Although making no claims to expertise, I can assure readers of Weekly Worker that a trove of evidence now suggests how behind any particular disease or condition very often there lies a complex interaction of many different factors. For instance, rather than a single gene being responsible, as might originally be suspected, a veritable constellation is at play. Again, what until recently were considered entirely independent hemispheres and then sub-zones of the human brain are now recognised by surgeons and neurologists as functioning more in that same interconnected or even harmonising manner, with hugely important corollaries in terms of understanding not only physical problems but also those of a behavioural/emotional type. Yet again (and most directly pertinent to this original topic), latest research shows how the human gut microbiome is adversely affected in almost indescribably complex, as well as obscure, ways: for example, by ‘emulsifying’ ingredients that are ubiquitous in modern foodstuffs, causing damage not only to our digestive system, but probably even beyond, into other aspects of our metabolism.

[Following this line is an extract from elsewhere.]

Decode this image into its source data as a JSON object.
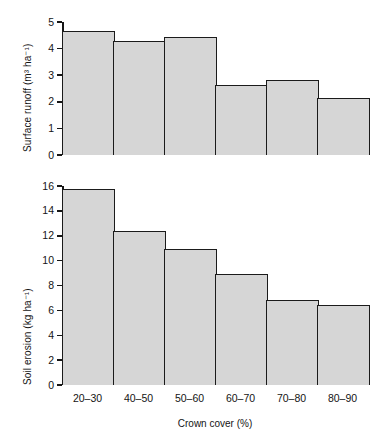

Given how sickness or ill-health may well ensue (including Crohn’s disease, arthritis, asthma and allergies, or similar disruption of the immune system, as well as some cancers) clearly it’s the case that most, if not all, things to do with human beings are more ‘holistic’ than simple and/or mechanical. What’s crystal-clear above all else is how capitalism may be able to claim for itself both widespread availability and a generalised affordability of food, but absolutely can’t do so for its quality, let alone associated consequences for the environment. Equally incontestable is the fact that toxicity resulting from industrialised processing will forever be part of capitalism’s core requirement to secure ever greater market share and thus maximise profits, with all living things on our planet suffering the seriously deleterious effects.
Some people might consider that communism ignores those various truths at its peril, whilst at the same time running the risk of becoming slightly undignified, maybe even graceless: for my part, I neither chip in any additional comments nor proffer any final judgment!